Chelsea Tactics and Transfers: Winning the crisis battle for hearts and minds

Chelsea's Russian owner Roman Abramovich applauds, as players celebrate their league title win at the end of the Premier League football match between Chelsea and Sunderland at Stamford Bridge in London on May 21, 2017.Chelsea's extended victory parade reached a climax with the trophy presentation on May 21, 2017 after being crowned Premier League champions with two games to go. / AFP PHOTO / Ben STANSALL / RESTRICTED TO EDITORIAL USE. No use with unauthorized audio, video, data, fixture lists, club/league logos or 'live' services. Online in-match use limited to 75 images, no video emulation. No use in betting, games or single club/league/player publications. / (Photo credit should read BEN STANSALL/AFP via Getty Images)
Chelsea's Russian owner Roman Abramovich applauds, as players celebrate their league title win at the end of the Premier League football match between Chelsea and Sunderland at Stamford Bridge in London on May 21, 2017.Chelsea's extended victory parade reached a climax with the trophy presentation on May 21, 2017 after being crowned Premier League champions with two games to go. / AFP PHOTO / Ben STANSALL / RESTRICTED TO EDITORIAL USE. No use with unauthorized audio, video, data, fixture lists, club/league logos or 'live' services. Online in-match use limited to 75 images, no video emulation. No use in betting, games or single club/league/player publications. / (Photo credit should read BEN STANSALL/AFP via Getty Images)

Chelsea FC have done a good job during the coronavirus epidemic representing what a club should to for its community. They are winning the battle for hearts and minds that is only partially carried out on the pitch.
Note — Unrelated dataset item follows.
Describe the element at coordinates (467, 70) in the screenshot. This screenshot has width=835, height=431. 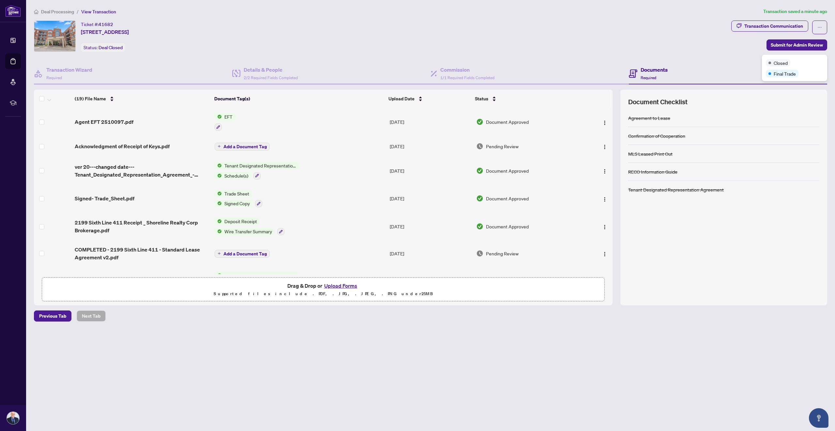
I see `h4: Commission` at that location.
This has been an interesting year at Chelsea Football Club. The football and the personalities around the club have resulted in the side being more well-liked than any time in the past 20 years. That was peculiar even before the season took a turn into the absurd and dystopian with the coronavirus. Chelsea have still managed to excel during that time.

While Liverpool and Tottenham took it upon themselves to exemplify everything that is wrong with modern football with their selfish money-first attitude towards the very staff who make a club a club, Chelsea have done the opposite. While supporting the NHS two-fold with food and housing during the crisis, they have also not furloughed (as of this writing) their staff or even tried to embarrass the players into taking a pay cut in the world’s most undistinguished way as others have.
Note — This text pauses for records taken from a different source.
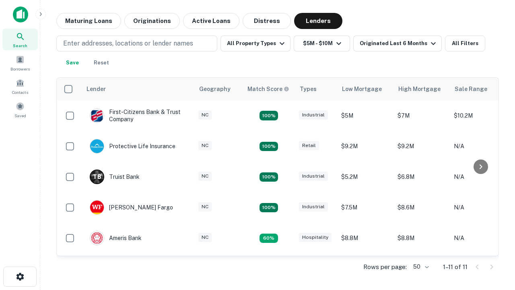 The height and width of the screenshot is (290, 515). What do you see at coordinates (385, 267) in the screenshot?
I see `p: Rows per page:` at bounding box center [385, 267].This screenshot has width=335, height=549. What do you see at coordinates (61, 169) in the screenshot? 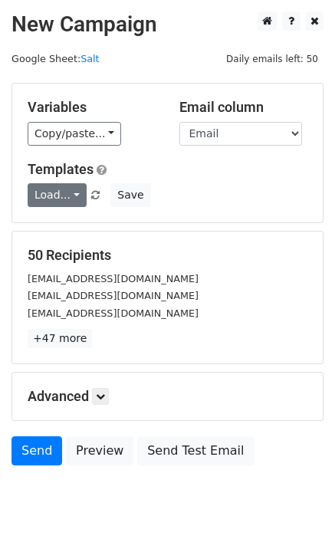
I see `a: Templates` at bounding box center [61, 169].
Football is about more than sport. It’s about community, ideology and history. Often I have remarked that Chelsea are fighting more than a battle on the pitch – they are fighting one for the hearts and minds of people throughout football.

That has been one of the major issues with the team when they lacked a true identity on the pitch and as an establishment.

Are Chelsea a club that values youth development or immediacy? Is it simply about winning or how they win? Would they rather make money pinching pennies in the transfer market or by establishing long term relationships? Does the club value patient persistence or insincere immediacy? Would they rather do things the right way or the wrong way?

It appears there’s finally been a comprehensive answer to those questions. A delightful one, at that.

During a season in which a club legend has come back to the club to instill a sense of respect and gravitas in the most ambitious and talented youth-centered side the Blues have maybe ever had, Chelsea also chose to do the right thing in the London community. It is something to be proud of.

That will make this summer more interesting in terms of transfers.

For a long time Chelsea have fought at the back of the idealists’ pack. They carried the perceived notion that the club was too impatient and not a good place for some of football’s best to build a career.

Still the case?

Manchester City are banned from Europe. Manchester United are what they are now. Tottenham are burdened with debt from a new stadium and have a chairman who thinks it’s appropriate during a global recession to pay himself a bonus for a stadium that went over budget and over schedule while furloughing employees. Liverpool had to be forced by the public to reverse their stance on the same issue.

Chelsea have no such issues and, after years of budgetary restraint, have a bit of cash in the bank. Are thing changing? Are they suddenly running themselves like the London version of the perfectly managed Alpine giants Juventus and Bayern Munich?

For the first time, it appears maybe so.

Rumors also have emerged that UEFA is going to lighten the burden of Financial Fair Play for a few years to let clubs recover from this crisis more gradually. That’s particularly helpful for clubs with wealthy benefactors such as Chelsea. With many clubs struggling with debt and being forced to sell players for reasonable sums of money, Chelsea might be able to add some legitimate game-changers – perhaps even history changers – this summer.

How would a summer spend look if the side added any 3-4 of Lautaro Martinez, Jadon Sancho, Ruben Dias, Unai Nunez, Alex Telles, Philippe Coutinho, Gianluigi Donnarumma or Jose Gimenez?  What a summer that would be.

Players have turned down Chelsea before because they didn’t like the increasingly negative culture: the short term-ism, the pressure, the inability to plan a career for themselves and the skewed and ever changing trajectory of the team on a yearly basis.

That is no longer the case. Chelsea appear set to have come out of this crisis in as positive a way as a group possibly could.